Thursday 24 December 2009

Guyanas trip 2010 (continued)

I've at last finalised the route of the journey through Venezuela, Brazil, Guyana, Suriname and French Guiana - inasmuch as an itinerary like this ever gets set in stone. Click here to read more.


In keeping with the tradition which started in 1980, when we devised our first trips, we've named the journey after an iconic South American bird: Coq o' the Roq. It's a brilliant orange bird which is native to the Guiana shield. The Latin name is Rupicola rupicola, but even non-ornithologists will have noticed that coq is not the usual spelling in English of that word. In the first flush of publicising the trip, we discovered that whatever algorithms web-browsers use to block pornography were pouncing on the hapless English version of our chosen name. So we changed it.

In future I'll also try in this blog to avoid using pictures which have a pre-dominance of flesh tones in their colour balance. Plenty of greens and blues. That should fool 'em.

Another unseen complication. This week, good old president Chavez has decreed that the Angel Falls are no longer to be known as the Angel Falls. Henceforth they shall be known as Salto Kerepakupai-Meru.

Why should this greatest of Venezuelan tourist attractions commemorate a lickspittle Yankee adventurer who chanced upon the falls in the 1930s? They were there long before he got there. The Pemón indians, argues Chavez, knew about them first, even if the rest of us didn't.

I can give the illustrious president a bit of advice here. Don't mess with marketing for the sake of political correctness. 20 years ago, when Journey Latin America first started running an adventure trip to climb Roraima tepuy, in a moment of inspired folly, I hit upon "Archaeopteryx" as a suitable name for the journey.

This was where Conan Doyle had set his Lost World of T.rex and pterodactyls. Archaeopteryx was the name given by palaeontologists to the "bird" which showed the first fossil evidence of birds having evolved from dinosaurs. All the boxes, as they say, were ticked. We'd be able to stick to our tradition of naming trips after birds.

"But no-one will able to pronounce it" protested practically everyone. "No matter" decreed I.

Our few competitors named their trips "The Lost World". So, Señor Presidente, you can probably guess who sold more.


#### TASK DETAILS:
Which lines should be repeated? Exactly the one containing "Identify the location of span: Product" and every line after it through the end of the entries below.
── SUPPLIED RECORDS ──
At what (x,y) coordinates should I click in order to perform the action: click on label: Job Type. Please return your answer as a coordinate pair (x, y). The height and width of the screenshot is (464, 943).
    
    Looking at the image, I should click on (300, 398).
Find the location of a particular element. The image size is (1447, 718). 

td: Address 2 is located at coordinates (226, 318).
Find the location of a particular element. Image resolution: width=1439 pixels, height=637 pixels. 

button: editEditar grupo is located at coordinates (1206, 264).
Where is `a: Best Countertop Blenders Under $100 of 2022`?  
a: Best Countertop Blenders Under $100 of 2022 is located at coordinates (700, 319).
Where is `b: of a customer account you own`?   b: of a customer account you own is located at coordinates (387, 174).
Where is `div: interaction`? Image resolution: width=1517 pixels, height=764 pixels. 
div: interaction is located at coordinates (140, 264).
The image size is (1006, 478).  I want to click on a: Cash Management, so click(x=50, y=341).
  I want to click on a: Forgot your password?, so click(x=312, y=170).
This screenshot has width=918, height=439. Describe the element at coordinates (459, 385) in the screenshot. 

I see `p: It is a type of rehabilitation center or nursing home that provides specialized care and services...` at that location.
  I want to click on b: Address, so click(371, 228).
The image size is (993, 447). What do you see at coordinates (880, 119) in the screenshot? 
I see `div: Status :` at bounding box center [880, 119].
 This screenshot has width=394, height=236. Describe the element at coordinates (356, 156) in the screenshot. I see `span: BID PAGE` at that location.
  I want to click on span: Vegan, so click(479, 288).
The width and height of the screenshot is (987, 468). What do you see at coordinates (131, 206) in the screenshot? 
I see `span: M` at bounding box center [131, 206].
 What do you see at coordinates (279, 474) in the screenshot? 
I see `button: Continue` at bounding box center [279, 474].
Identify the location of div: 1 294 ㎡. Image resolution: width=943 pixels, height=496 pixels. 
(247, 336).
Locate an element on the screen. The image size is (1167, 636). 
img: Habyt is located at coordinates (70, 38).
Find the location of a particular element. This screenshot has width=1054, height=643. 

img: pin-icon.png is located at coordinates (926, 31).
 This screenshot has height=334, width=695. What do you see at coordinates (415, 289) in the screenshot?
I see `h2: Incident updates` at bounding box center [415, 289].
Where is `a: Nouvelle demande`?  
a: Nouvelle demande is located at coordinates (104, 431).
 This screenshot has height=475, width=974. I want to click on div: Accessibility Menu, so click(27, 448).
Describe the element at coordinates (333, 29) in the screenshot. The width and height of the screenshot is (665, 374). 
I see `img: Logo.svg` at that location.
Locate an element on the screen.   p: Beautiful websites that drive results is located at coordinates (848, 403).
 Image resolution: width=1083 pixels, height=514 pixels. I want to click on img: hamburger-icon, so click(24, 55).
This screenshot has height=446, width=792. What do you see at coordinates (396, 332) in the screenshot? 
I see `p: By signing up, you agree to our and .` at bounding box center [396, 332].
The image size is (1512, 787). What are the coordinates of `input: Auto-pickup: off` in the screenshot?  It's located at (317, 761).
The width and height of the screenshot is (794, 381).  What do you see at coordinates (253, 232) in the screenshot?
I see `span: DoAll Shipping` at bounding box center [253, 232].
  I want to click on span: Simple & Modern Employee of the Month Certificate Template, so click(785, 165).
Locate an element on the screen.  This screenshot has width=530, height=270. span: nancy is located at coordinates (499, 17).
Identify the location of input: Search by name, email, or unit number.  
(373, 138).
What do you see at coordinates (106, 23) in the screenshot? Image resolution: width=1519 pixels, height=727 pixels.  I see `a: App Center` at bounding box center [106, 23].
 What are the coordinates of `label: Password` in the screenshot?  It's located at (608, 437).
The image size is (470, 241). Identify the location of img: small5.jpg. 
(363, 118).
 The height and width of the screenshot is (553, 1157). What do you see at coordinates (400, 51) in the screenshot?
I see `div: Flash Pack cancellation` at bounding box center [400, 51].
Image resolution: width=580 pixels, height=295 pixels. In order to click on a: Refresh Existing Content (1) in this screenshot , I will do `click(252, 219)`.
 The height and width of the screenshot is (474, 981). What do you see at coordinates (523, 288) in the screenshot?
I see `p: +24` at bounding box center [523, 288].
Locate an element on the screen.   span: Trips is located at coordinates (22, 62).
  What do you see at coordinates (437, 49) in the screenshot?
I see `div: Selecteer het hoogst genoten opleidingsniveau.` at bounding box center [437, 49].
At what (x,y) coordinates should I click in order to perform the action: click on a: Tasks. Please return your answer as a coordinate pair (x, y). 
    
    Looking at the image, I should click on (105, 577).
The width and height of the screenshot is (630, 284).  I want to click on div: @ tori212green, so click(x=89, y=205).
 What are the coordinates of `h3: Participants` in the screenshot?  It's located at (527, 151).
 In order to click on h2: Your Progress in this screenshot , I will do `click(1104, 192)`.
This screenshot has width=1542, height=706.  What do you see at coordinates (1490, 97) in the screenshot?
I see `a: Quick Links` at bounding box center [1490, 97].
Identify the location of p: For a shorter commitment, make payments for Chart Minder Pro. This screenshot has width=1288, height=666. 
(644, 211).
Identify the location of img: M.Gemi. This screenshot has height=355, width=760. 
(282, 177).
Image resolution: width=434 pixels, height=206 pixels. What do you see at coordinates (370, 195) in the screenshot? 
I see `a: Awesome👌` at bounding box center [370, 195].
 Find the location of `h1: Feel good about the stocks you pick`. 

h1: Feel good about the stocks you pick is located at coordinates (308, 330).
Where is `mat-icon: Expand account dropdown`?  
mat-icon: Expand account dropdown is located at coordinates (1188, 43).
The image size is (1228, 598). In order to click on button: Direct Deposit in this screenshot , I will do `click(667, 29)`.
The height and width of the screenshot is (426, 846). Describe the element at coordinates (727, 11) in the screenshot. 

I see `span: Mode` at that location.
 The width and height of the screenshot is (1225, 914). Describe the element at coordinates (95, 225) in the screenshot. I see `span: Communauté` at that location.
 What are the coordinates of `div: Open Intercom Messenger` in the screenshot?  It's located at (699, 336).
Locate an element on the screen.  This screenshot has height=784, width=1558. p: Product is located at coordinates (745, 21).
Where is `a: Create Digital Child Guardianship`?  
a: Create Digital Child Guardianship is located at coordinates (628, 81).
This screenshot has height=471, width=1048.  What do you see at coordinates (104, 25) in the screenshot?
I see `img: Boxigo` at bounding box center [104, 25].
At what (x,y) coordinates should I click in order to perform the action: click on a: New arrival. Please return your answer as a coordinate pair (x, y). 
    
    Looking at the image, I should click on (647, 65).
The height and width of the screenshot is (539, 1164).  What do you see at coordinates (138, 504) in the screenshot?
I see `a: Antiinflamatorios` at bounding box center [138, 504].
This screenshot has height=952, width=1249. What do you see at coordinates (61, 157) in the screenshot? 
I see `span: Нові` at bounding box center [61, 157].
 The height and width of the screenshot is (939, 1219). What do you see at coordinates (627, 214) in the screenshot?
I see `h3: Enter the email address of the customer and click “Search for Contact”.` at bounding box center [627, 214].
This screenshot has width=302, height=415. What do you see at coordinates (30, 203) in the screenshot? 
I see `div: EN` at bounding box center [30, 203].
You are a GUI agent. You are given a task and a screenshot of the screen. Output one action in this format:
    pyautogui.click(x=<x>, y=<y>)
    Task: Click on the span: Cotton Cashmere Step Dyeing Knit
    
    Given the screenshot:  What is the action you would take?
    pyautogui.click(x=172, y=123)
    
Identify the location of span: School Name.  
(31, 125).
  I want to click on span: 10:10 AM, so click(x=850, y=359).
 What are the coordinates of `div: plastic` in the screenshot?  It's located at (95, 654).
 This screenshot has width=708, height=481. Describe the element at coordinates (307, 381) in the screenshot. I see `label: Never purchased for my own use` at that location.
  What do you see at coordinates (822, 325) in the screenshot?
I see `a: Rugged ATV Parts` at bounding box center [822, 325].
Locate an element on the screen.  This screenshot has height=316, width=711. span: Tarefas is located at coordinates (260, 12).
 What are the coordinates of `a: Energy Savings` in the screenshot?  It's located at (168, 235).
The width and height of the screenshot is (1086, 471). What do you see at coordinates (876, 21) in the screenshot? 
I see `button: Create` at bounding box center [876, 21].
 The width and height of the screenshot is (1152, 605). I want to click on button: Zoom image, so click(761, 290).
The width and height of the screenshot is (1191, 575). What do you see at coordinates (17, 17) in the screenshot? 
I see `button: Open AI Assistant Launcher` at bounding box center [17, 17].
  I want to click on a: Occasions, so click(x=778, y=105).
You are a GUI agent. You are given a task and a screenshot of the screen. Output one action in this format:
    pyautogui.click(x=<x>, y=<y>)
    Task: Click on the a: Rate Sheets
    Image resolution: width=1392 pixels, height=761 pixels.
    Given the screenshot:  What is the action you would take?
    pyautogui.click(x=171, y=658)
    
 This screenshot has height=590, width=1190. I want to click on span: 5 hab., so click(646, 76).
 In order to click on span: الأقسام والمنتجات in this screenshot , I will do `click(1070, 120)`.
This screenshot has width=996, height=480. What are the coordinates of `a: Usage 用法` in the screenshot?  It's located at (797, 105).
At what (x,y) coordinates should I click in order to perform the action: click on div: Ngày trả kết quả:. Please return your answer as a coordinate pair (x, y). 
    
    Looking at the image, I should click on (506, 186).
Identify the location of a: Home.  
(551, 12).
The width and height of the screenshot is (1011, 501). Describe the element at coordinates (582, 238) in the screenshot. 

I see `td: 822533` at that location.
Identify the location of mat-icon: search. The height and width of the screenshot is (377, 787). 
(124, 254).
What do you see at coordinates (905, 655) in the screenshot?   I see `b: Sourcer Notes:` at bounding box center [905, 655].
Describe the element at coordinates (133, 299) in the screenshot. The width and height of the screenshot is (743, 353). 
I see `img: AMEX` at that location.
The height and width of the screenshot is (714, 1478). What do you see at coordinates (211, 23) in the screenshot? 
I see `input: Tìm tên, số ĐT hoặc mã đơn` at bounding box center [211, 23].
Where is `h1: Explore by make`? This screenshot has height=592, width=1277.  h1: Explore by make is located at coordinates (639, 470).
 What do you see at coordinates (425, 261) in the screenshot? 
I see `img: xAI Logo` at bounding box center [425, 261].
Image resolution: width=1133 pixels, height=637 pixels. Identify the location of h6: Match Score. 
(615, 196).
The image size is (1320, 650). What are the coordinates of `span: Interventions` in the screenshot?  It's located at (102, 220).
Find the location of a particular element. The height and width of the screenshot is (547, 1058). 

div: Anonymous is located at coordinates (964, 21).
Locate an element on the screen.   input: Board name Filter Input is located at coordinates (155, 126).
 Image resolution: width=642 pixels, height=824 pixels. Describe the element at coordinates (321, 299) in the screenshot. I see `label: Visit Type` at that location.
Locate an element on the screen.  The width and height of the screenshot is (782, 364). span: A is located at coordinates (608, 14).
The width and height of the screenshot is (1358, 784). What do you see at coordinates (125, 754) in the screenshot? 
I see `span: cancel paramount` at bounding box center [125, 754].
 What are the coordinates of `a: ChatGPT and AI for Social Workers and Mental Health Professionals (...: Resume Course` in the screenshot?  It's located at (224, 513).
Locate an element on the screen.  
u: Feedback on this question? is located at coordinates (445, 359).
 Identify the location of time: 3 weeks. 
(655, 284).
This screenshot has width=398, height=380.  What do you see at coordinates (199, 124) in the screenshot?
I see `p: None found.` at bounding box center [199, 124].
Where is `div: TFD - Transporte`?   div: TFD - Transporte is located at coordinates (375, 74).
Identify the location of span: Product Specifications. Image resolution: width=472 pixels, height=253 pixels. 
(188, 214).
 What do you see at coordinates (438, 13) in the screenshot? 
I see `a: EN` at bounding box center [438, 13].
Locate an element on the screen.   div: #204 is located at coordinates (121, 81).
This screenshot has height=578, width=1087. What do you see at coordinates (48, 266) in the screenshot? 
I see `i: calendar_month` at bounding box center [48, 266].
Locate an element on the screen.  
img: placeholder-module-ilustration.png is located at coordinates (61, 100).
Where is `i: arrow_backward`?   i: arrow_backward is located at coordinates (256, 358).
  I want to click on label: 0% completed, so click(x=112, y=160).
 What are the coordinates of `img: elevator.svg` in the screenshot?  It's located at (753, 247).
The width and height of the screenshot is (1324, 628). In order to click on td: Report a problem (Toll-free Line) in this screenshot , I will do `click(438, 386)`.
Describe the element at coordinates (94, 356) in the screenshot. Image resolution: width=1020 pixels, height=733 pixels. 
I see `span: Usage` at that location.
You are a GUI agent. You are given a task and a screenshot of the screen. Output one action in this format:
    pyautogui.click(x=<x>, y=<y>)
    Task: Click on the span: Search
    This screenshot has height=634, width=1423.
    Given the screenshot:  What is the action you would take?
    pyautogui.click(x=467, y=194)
───
#### ANSWER TO THIS PROBLEM:
Identify the location of span: Product Specifications. Image resolution: width=472 pixels, height=253 pixels. 
(188, 214).
 What do you see at coordinates (438, 13) in the screenshot? 
I see `a: EN` at bounding box center [438, 13].
Locate an element on the screen.   div: #204 is located at coordinates (121, 81).
This screenshot has height=578, width=1087. What do you see at coordinates (48, 266) in the screenshot? 
I see `i: calendar_month` at bounding box center [48, 266].
Locate an element on the screen.  
img: placeholder-module-ilustration.png is located at coordinates (61, 100).
Where is `i: arrow_backward`?   i: arrow_backward is located at coordinates (256, 358).
  I want to click on label: 0% completed, so click(x=112, y=160).
 What are the coordinates of `img: elevator.svg` in the screenshot?  It's located at (753, 247).
The width and height of the screenshot is (1324, 628). In order to click on td: Report a problem (Toll-free Line) in this screenshot , I will do `click(438, 386)`.
Describe the element at coordinates (94, 356) in the screenshot. Image resolution: width=1020 pixels, height=733 pixels. 
I see `span: Usage` at that location.
You are a GUI agent. You are given a task and a screenshot of the screen. Output one action in this format:
    pyautogui.click(x=<x>, y=<y>)
    Task: Click on the span: Search
    This screenshot has height=634, width=1423.
    Given the screenshot:  What is the action you would take?
    pyautogui.click(x=467, y=194)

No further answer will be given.